Video: Seeing the Whole Season: How Continuous Crop Modeling Is Changing Breeding

Plant breeding has long been shaped by snapshots. A walk through a plot. A single set of notes. A yield check at the end of the season. But crops do not grow in moments. They change every day.

In this conversation, Gary Nijak of AerialPLOT explains how continuous crop modeling is changing the way breeders see, measure, and select plants by capturing growth, stress, and recovery across the entire season, not just at isolated points in time.

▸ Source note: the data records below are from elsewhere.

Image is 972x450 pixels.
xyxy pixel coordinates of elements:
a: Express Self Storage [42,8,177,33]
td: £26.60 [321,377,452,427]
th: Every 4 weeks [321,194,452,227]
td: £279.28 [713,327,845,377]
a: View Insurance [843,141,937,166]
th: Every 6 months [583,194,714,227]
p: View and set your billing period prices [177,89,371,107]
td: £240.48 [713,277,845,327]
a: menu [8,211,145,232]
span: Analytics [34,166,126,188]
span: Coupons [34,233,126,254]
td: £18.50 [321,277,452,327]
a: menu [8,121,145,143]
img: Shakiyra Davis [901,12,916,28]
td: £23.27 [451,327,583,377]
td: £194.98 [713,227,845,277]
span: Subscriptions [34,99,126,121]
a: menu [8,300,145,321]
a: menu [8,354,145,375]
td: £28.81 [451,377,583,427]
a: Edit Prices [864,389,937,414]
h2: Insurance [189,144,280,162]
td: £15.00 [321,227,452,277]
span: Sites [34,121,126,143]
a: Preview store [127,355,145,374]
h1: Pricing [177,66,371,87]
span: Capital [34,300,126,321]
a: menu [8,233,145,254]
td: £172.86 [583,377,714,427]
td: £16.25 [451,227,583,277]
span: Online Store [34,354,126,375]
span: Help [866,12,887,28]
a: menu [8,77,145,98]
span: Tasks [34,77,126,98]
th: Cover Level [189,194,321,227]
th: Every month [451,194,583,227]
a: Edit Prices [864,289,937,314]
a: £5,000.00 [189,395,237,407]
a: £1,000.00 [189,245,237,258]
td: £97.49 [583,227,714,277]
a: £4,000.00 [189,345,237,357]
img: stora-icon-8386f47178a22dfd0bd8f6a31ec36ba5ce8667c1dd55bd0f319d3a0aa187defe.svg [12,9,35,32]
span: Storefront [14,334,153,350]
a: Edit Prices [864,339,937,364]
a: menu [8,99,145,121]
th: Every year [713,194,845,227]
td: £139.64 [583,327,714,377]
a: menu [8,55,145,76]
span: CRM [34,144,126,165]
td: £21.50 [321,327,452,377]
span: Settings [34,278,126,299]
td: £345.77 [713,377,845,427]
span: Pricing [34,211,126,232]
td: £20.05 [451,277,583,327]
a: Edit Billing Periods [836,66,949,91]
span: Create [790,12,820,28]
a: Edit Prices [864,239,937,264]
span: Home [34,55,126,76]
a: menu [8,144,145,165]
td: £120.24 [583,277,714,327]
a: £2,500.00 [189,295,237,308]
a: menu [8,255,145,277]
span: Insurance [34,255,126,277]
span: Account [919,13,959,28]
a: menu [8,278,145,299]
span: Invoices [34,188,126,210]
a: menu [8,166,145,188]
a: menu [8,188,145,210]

Nijak breaks down why point-in-time observations can miss critical performance signals, how repeated, season-long data collection removes the human bottleneck in breeding, and what becomes possible when every plot is treated as a living data set. He also explores how continuous modeling allows breeding programs to move beyond vague descriptors and toward measurable, repeatable insights that connect directly to on-farm outcomes.

This conversation explores:

• What continuous crop modeling is and how it works

• Why traditional field observations fall short over a full growing season

• How scale and repeated measurement change breeding decisions

• What “digital twins” of plots mean for selection and performance

• Why data, not hardware, is driving the next shift in breeding innovation As data-driven breeding moves from research into real-world programs, this discussion offers a clear look at how seeing the whole season is reshaping value for breeders, seed companies, and farmers, and why this may be only the beginning.